BHS is in administration: Here’s what analysts say was to blame (and what the future holds)
BHS is in administration having notched up £1.3bn in debt, it has been confirmed this afternoon.
Duff & Phelps has been appointed to handle the iconic retailer's administration, with managing directors Phil Duffy and Benjamin Wiles sounding confident about finding a new buyer.
City A.M. understands more than 30 enquiries have already been made, and now that the £571m pension liabilities have been transferred, the 88-year-old department store chain is thought to be an attractive proposition.
But what took the business to this stage – and could a new owner really turn its fortunes around? Here's what retail analysts are saying today….
Conlumino figures show the extent of the problem, with BHS' proportion of footfall from clothing shoppers dropping from 13.4 per cent in 2000 to 8.2 per cent last year, and market share of spend almost halving from 2.3 per cent to 1.4 per cent.
Read more: Who has blood on their hands when it comes to BHS?
Neil Saunders, chief executive of Conlumino, said BHS had failed to keep up with changing tastes and rising competition from the likes of Primark and TKMaxx, and even being unable to keep pace with the likes of Debenhams or Marks & Spencer.
"A firm that lacks relevance but has a sound financial footing has a chance of reinvention. A firm that has relevance but lacks a sound financial footing has a chance of attracting investment. Sadly, BHS has neither," he said.
"It is a firm that is out of step with modern consumer tastes, which lacks the finances to enact the major changes required. As such, it is now a retailer that is out of time."
Phil Dorrell, partner of consultant Retail Remedy agreed. "We might love the BHS brand but when was the last time you shopped in a store? Lose sight of your customer and you lose sight of your business.
"The attention has all been on the debts of the business but the ongoing strategy of BHS has been neglected. There isn't a reason to shop there. The supermarket offers tick all the boxes that BHS once owned and without a radical change in proposition there just isn't a space for BHS to occupy."
Joe Rundle, head of trading at ETX Capital, said BHS' troubles suggested a wider issue at play that could hurt other British retailers.
"Even if a buyer can be found for the chain, there is trouble on the high street as consumer sentiment is nowhere near as strong as it looks. It’s not just BHS that’s suffering – shares are down sector-wide over the last 12 months – reflecting investor caution about an industry that’s increasingly dependent on cheap credit and little else to drive it," he said.
"BHS may have been another Woolworths that struggled to adapt to the new retail world. But the same pressures that squeezed the life out of BHS are being felt across the UK retail sector today."
Julie Palmer, partner and retail expert at Begbies Traynor, agreed, noting that BHS' failure to raise enough proceeds from the sale of leases meant "a key plinth of the group's rescue was knocked out from under them".
“Sadly, as an underperforming brand that simply hasn't kept up with the pace of change in the retail sector and requires major investment, it looks increasingly unlikely that any buyer will be brave enough to salvage the business in anything like its current form," she added.
Industry lobby group, The British Retail Consortium (BRC), said the loss of another well-known high street retailer "should sharpen our focus" to what is going on in retail in the UK, with the rate of change only set to pick up the pace as shopping shifts increasingly online, property leases come up for renewal and the cost of labour rises.
“These effects could mean there are as many as 900,000 fewer jobs in retail by 2025, but those that remain will be more productive and higher earning.
“Our recent work on the future of retail’s workforce has found that store closures on UK high streets and town centres could exacerbate the impact on employment in already fragile communities with weaker regions and the most vulnerable low paid staff most at risk," a spokesperson said.
Property firm Knight Frank has warned that while BHS is more likely to be the exception rather than the rule, there could nevertheless be further retail casualties in the coming months.
Retail casualties this year already include Brantano, the shoe chain which was bought back last month by its previous owner Alteri through a prepack administration, and the tailor Austin Reed, which filed it intention to appoint administrators last week.
"The UK retail market is in the throes of structural change and continued price deflation is effectively keeping the market in a straight jacket – retailers are having to run ever harder just to stand still. Retailing is the survival of the fittest and BHS was left wanting. It won’t be alone," Knight Frank's head of retail research, Stephen Springham.
He added that while there is unlikely to be rampant demand for all of its stores, there will be interest in individual sites from the likes of Sports Direct, H&M, Zara, Superdry, Primark and other budget retailers.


§ Task: The records below must be written out exactly, with every picture left behind.
□ □ □ □ □
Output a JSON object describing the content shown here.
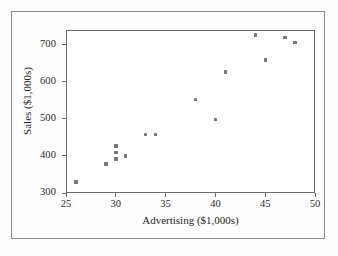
{
  "chart_data": {
    "type": "scatter",
    "title": "",
    "xlabel": "Advertising ($1,000s)",
    "ylabel": "Sales ($1,000s)",
    "xlim": [
      25,
      50
    ],
    "ylim": [
      300,
      740
    ],
    "xticks": [
      25,
      30,
      35,
      40,
      45,
      50
    ],
    "yticks": [
      300,
      400,
      500,
      600,
      700
    ],
    "xtick_labels": [
      "25",
      "30",
      "35",
      "40",
      "45",
      "50"
    ],
    "ytick_labels": [
      "300",
      "400",
      "500",
      "600",
      "700"
    ],
    "grid": false,
    "legend": null,
    "marker_color": "#77777a",
    "frame_color": "#6e6e6e",
    "x": [
      26,
      29,
      30,
      30,
      30,
      31,
      33,
      34,
      38,
      40,
      41,
      44,
      45,
      47,
      48
    ],
    "y": [
      330,
      378,
      427,
      410,
      392,
      400,
      458,
      458,
      553,
      498,
      627,
      727,
      659,
      719,
      707
    ],
    "points": [
      {
        "x": 26,
        "y": 330
      },
      {
        "x": 29,
        "y": 378
      },
      {
        "x": 30,
        "y": 427
      },
      {
        "x": 30,
        "y": 410
      },
      {
        "x": 30,
        "y": 392
      },
      {
        "x": 31,
        "y": 400
      },
      {
        "x": 33,
        "y": 458
      },
      {
        "x": 34,
        "y": 458
      },
      {
        "x": 38,
        "y": 553
      },
      {
        "x": 40,
        "y": 498
      },
      {
        "x": 41,
        "y": 627
      },
      {
        "x": 44,
        "y": 727
      },
      {
        "x": 45,
        "y": 659
      },
      {
        "x": 47,
        "y": 719
      },
      {
        "x": 48,
        "y": 707
      }
    ]
  }
}
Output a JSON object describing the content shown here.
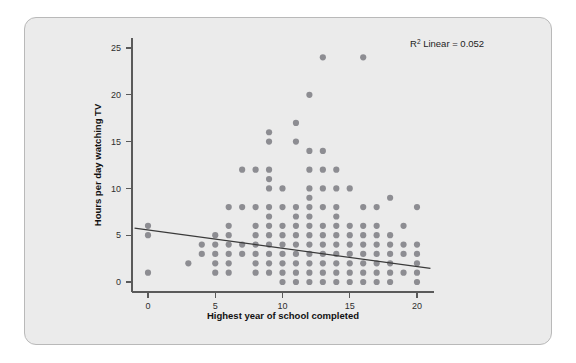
{
  "figure": {
    "background_color": "#ebebeb",
    "border_color": "#b9b9b9",
    "marker_color": "#8d8d92",
    "line_color": "#3a3a3a",
    "annotation_prefix": "R",
    "annotation_superscript": "2",
    "annotation_suffix": " Linear = 0.052"
  },
  "chart_data": {
    "type": "scatter",
    "title": "",
    "xlabel": "Highest year of school completed",
    "ylabel": "Hours per day watching TV",
    "xlim": [
      -1,
      21
    ],
    "ylim": [
      -1.5,
      26.5
    ],
    "xticks": [
      0,
      5,
      10,
      15,
      20
    ],
    "xticklabels": [
      "0",
      "5",
      "10",
      "15",
      "20"
    ],
    "yticks": [
      0,
      5,
      10,
      15,
      20,
      25
    ],
    "yticklabels": [
      "0",
      "5",
      "10",
      "15",
      "20",
      "25"
    ],
    "grid": false,
    "legend": null,
    "annotations": [
      {
        "text": "R² Linear = 0.052",
        "x": 17.5,
        "y": 25.4,
        "r_squared": 0.052,
        "fit": "Linear"
      }
    ],
    "fit_line": {
      "type": "linear",
      "x_start": -1,
      "y_start": 5.75,
      "x_end": 21,
      "y_end": 1.45
    },
    "points": [
      [
        0,
        6
      ],
      [
        0,
        5
      ],
      [
        0,
        1
      ],
      [
        3,
        2
      ],
      [
        4,
        4
      ],
      [
        4,
        3
      ],
      [
        5,
        5
      ],
      [
        5,
        4
      ],
      [
        5,
        3
      ],
      [
        5,
        2
      ],
      [
        5,
        1
      ],
      [
        6,
        8
      ],
      [
        6,
        6
      ],
      [
        6,
        5
      ],
      [
        6,
        4
      ],
      [
        6,
        3
      ],
      [
        6,
        2
      ],
      [
        6,
        1
      ],
      [
        7,
        12
      ],
      [
        7,
        8
      ],
      [
        7,
        4
      ],
      [
        7,
        3
      ],
      [
        8,
        12
      ],
      [
        8,
        8
      ],
      [
        8,
        6
      ],
      [
        8,
        5
      ],
      [
        8,
        4
      ],
      [
        8,
        3
      ],
      [
        8,
        2
      ],
      [
        8,
        1
      ],
      [
        9,
        16
      ],
      [
        9,
        15
      ],
      [
        9,
        12
      ],
      [
        9,
        11
      ],
      [
        9,
        10
      ],
      [
        9,
        8
      ],
      [
        9,
        7
      ],
      [
        9,
        6
      ],
      [
        9,
        5
      ],
      [
        9,
        4
      ],
      [
        9,
        3
      ],
      [
        9,
        2
      ],
      [
        9,
        1
      ],
      [
        10,
        10
      ],
      [
        10,
        8
      ],
      [
        10,
        6
      ],
      [
        10,
        5
      ],
      [
        10,
        4
      ],
      [
        10,
        3
      ],
      [
        10,
        2
      ],
      [
        10,
        1
      ],
      [
        10,
        0
      ],
      [
        11,
        17
      ],
      [
        11,
        15
      ],
      [
        11,
        8
      ],
      [
        11,
        7
      ],
      [
        11,
        6
      ],
      [
        11,
        5
      ],
      [
        11,
        4
      ],
      [
        11,
        3
      ],
      [
        11,
        2
      ],
      [
        11,
        1
      ],
      [
        11,
        0
      ],
      [
        12,
        20
      ],
      [
        12,
        14
      ],
      [
        12,
        12
      ],
      [
        12,
        10
      ],
      [
        12,
        9
      ],
      [
        12,
        8
      ],
      [
        12,
        7
      ],
      [
        12,
        6
      ],
      [
        12,
        5
      ],
      [
        12,
        4
      ],
      [
        12,
        3
      ],
      [
        12,
        2
      ],
      [
        12,
        1
      ],
      [
        12,
        0
      ],
      [
        13,
        24
      ],
      [
        13,
        14
      ],
      [
        13,
        12
      ],
      [
        13,
        10
      ],
      [
        13,
        8
      ],
      [
        13,
        6
      ],
      [
        13,
        5
      ],
      [
        13,
        4
      ],
      [
        13,
        3
      ],
      [
        13,
        2
      ],
      [
        13,
        1
      ],
      [
        13,
        0
      ],
      [
        14,
        12
      ],
      [
        14,
        10
      ],
      [
        14,
        8
      ],
      [
        14,
        7
      ],
      [
        14,
        6
      ],
      [
        14,
        5
      ],
      [
        14,
        4
      ],
      [
        14,
        3
      ],
      [
        14,
        2
      ],
      [
        14,
        1
      ],
      [
        14,
        0
      ],
      [
        15,
        10
      ],
      [
        15,
        6
      ],
      [
        15,
        5
      ],
      [
        15,
        4
      ],
      [
        15,
        3
      ],
      [
        15,
        2
      ],
      [
        15,
        1
      ],
      [
        15,
        0
      ],
      [
        16,
        24
      ],
      [
        16,
        8
      ],
      [
        16,
        6
      ],
      [
        16,
        5
      ],
      [
        16,
        4
      ],
      [
        16,
        3
      ],
      [
        16,
        2
      ],
      [
        16,
        1
      ],
      [
        16,
        0
      ],
      [
        17,
        8
      ],
      [
        17,
        6
      ],
      [
        17,
        5
      ],
      [
        17,
        4
      ],
      [
        17,
        3
      ],
      [
        17,
        2
      ],
      [
        17,
        1
      ],
      [
        17,
        0
      ],
      [
        18,
        9
      ],
      [
        18,
        5
      ],
      [
        18,
        4
      ],
      [
        18,
        3
      ],
      [
        18,
        2
      ],
      [
        18,
        1
      ],
      [
        18,
        0
      ],
      [
        19,
        6
      ],
      [
        19,
        4
      ],
      [
        19,
        3
      ],
      [
        19,
        1
      ],
      [
        20,
        8
      ],
      [
        20,
        4
      ],
      [
        20,
        3
      ],
      [
        20,
        2
      ],
      [
        20,
        1
      ],
      [
        20,
        0
      ]
    ]
  }
}
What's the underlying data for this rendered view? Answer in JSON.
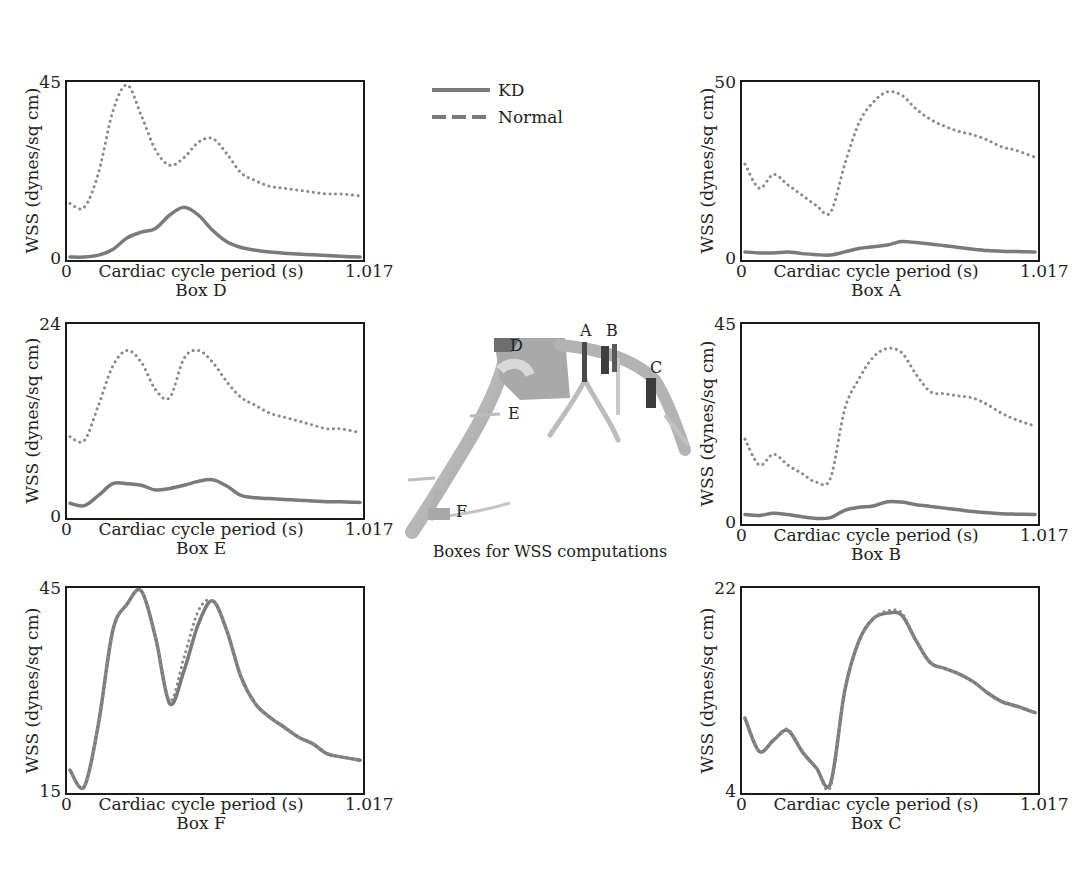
□ □ □ □ □
§ Your solution:
Output a JSON object describing the content shown here.
{
  "chart_data": {
    "type": "scatter",
    "title": "",
    "xlabel": "Advertising ($1,000s)",
    "ylabel": "Sales ($1,000s)",
    "xlim": [
      25,
      50
    ],
    "ylim": [
      300,
      740
    ],
    "xticks": [
      25,
      30,
      35,
      40,
      45,
      50
    ],
    "yticks": [
      300,
      400,
      500,
      600,
      700
    ],
    "xtick_labels": [
      "25",
      "30",
      "35",
      "40",
      "45",
      "50"
    ],
    "ytick_labels": [
      "300",
      "400",
      "500",
      "600",
      "700"
    ],
    "grid": false,
    "legend": null,
    "marker_color": "#77777a",
    "frame_color": "#6e6e6e",
    "x": [
      26,
      29,
      30,
      30,
      30,
      31,
      33,
      34,
      38,
      40,
      41,
      44,
      45,
      47,
      48
    ],
    "y": [
      330,
      378,
      427,
      410,
      392,
      400,
      458,
      458,
      553,
      498,
      627,
      727,
      659,
      719,
      707
    ],
    "points": [
      {
        "x": 26,
        "y": 330
      },
      {
        "x": 29,
        "y": 378
      },
      {
        "x": 30,
        "y": 427
      },
      {
        "x": 30,
        "y": 410
      },
      {
        "x": 30,
        "y": 392
      },
      {
        "x": 31,
        "y": 400
      },
      {
        "x": 33,
        "y": 458
      },
      {
        "x": 34,
        "y": 458
      },
      {
        "x": 38,
        "y": 553
      },
      {
        "x": 40,
        "y": 498
      },
      {
        "x": 41,
        "y": 627
      },
      {
        "x": 44,
        "y": 727
      },
      {
        "x": 45,
        "y": 659
      },
      {
        "x": 47,
        "y": 719
      },
      {
        "x": 48,
        "y": 707
      }
    ]
  }
}
Output a JSON object describing the content shown here.
{
  "figure": {
    "background_color": "#ebebeb",
    "border_color": "#b9b9b9",
    "marker_color": "#8d8d92",
    "line_color": "#3a3a3a",
    "annotation_prefix": "R",
    "annotation_superscript": "2",
    "annotation_suffix": " Linear = 0.052"
  },
  "chart_data": {
    "type": "scatter",
    "title": "",
    "xlabel": "Highest year of school completed",
    "ylabel": "Hours per day watching TV",
    "xlim": [
      -1,
      21
    ],
    "ylim": [
      -1.5,
      26.5
    ],
    "xticks": [
      0,
      5,
      10,
      15,
      20
    ],
    "xticklabels": [
      "0",
      "5",
      "10",
      "15",
      "20"
    ],
    "yticks": [
      0,
      5,
      10,
      15,
      20,
      25
    ],
    "yticklabels": [
      "0",
      "5",
      "10",
      "15",
      "20",
      "25"
    ],
    "grid": false,
    "legend": null,
    "annotations": [
      {
        "text": "R² Linear = 0.052",
        "x": 17.5,
        "y": 25.4,
        "r_squared": 0.052,
        "fit": "Linear"
      }
    ],
    "fit_line": {
      "type": "linear",
      "x_start": -1,
      "y_start": 5.75,
      "x_end": 21,
      "y_end": 1.45
    },
    "points": [
      [
        0,
        6
      ],
      [
        0,
        5
      ],
      [
        0,
        1
      ],
      [
        3,
        2
      ],
      [
        4,
        4
      ],
      [
        4,
        3
      ],
      [
        5,
        5
      ],
      [
        5,
        4
      ],
      [
        5,
        3
      ],
      [
        5,
        2
      ],
      [
        5,
        1
      ],
      [
        6,
        8
      ],
      [
        6,
        6
      ],
      [
        6,
        5
      ],
      [
        6,
        4
      ],
      [
        6,
        3
      ],
      [
        6,
        2
      ],
      [
        6,
        1
      ],
      [
        7,
        12
      ],
      [
        7,
        8
      ],
      [
        7,
        4
      ],
      [
        7,
        3
      ],
      [
        8,
        12
      ],
      [
        8,
        8
      ],
      [
        8,
        6
      ],
      [
        8,
        5
      ],
      [
        8,
        4
      ],
      [
        8,
        3
      ],
      [
        8,
        2
      ],
      [
        8,
        1
      ],
      [
        9,
        16
      ],
      [
        9,
        15
      ],
      [
        9,
        12
      ],
      [
        9,
        11
      ],
      [
        9,
        10
      ],
      [
        9,
        8
      ],
      [
        9,
        7
      ],
      [
        9,
        6
      ],
      [
        9,
        5
      ],
      [
        9,
        4
      ],
      [
        9,
        3
      ],
      [
        9,
        2
      ],
      [
        9,
        1
      ],
      [
        10,
        10
      ],
      [
        10,
        8
      ],
      [
        10,
        6
      ],
      [
        10,
        5
      ],
      [
        10,
        4
      ],
      [
        10,
        3
      ],
      [
        10,
        2
      ],
      [
        10,
        1
      ],
      [
        10,
        0
      ],
      [
        11,
        17
      ],
      [
        11,
        15
      ],
      [
        11,
        8
      ],
      [
        11,
        7
      ],
      [
        11,
        6
      ],
      [
        11,
        5
      ],
      [
        11,
        4
      ],
      [
        11,
        3
      ],
      [
        11,
        2
      ],
      [
        11,
        1
      ],
      [
        11,
        0
      ],
      [
        12,
        20
      ],
      [
        12,
        14
      ],
      [
        12,
        12
      ],
      [
        12,
        10
      ],
      [
        12,
        9
      ],
      [
        12,
        8
      ],
      [
        12,
        7
      ],
      [
        12,
        6
      ],
      [
        12,
        5
      ],
      [
        12,
        4
      ],
      [
        12,
        3
      ],
      [
        12,
        2
      ],
      [
        12,
        1
      ],
      [
        12,
        0
      ],
      [
        13,
        24
      ],
      [
        13,
        14
      ],
      [
        13,
        12
      ],
      [
        13,
        10
      ],
      [
        13,
        8
      ],
      [
        13,
        6
      ],
      [
        13,
        5
      ],
      [
        13,
        4
      ],
      [
        13,
        3
      ],
      [
        13,
        2
      ],
      [
        13,
        1
      ],
      [
        13,
        0
      ],
      [
        14,
        12
      ],
      [
        14,
        10
      ],
      [
        14,
        8
      ],
      [
        14,
        7
      ],
      [
        14,
        6
      ],
      [
        14,
        5
      ],
      [
        14,
        4
      ],
      [
        14,
        3
      ],
      [
        14,
        2
      ],
      [
        14,
        1
      ],
      [
        14,
        0
      ],
      [
        15,
        10
      ],
      [
        15,
        6
      ],
      [
        15,
        5
      ],
      [
        15,
        4
      ],
      [
        15,
        3
      ],
      [
        15,
        2
      ],
      [
        15,
        1
      ],
      [
        15,
        0
      ],
      [
        16,
        24
      ],
      [
        16,
        8
      ],
      [
        16,
        6
      ],
      [
        16,
        5
      ],
      [
        16,
        4
      ],
      [
        16,
        3
      ],
      [
        16,
        2
      ],
      [
        16,
        1
      ],
      [
        16,
        0
      ],
      [
        17,
        8
      ],
      [
        17,
        6
      ],
      [
        17,
        5
      ],
      [
        17,
        4
      ],
      [
        17,
        3
      ],
      [
        17,
        2
      ],
      [
        17,
        1
      ],
      [
        17,
        0
      ],
      [
        18,
        9
      ],
      [
        18,
        5
      ],
      [
        18,
        4
      ],
      [
        18,
        3
      ],
      [
        18,
        2
      ],
      [
        18,
        1
      ],
      [
        18,
        0
      ],
      [
        19,
        6
      ],
      [
        19,
        4
      ],
      [
        19,
        3
      ],
      [
        19,
        1
      ],
      [
        20,
        8
      ],
      [
        20,
        4
      ],
      [
        20,
        3
      ],
      [
        20,
        2
      ],
      [
        20,
        1
      ],
      [
        20,
        0
      ]
    ]
  }
}
What's the underlying data for this rendered view? Answer in JSON.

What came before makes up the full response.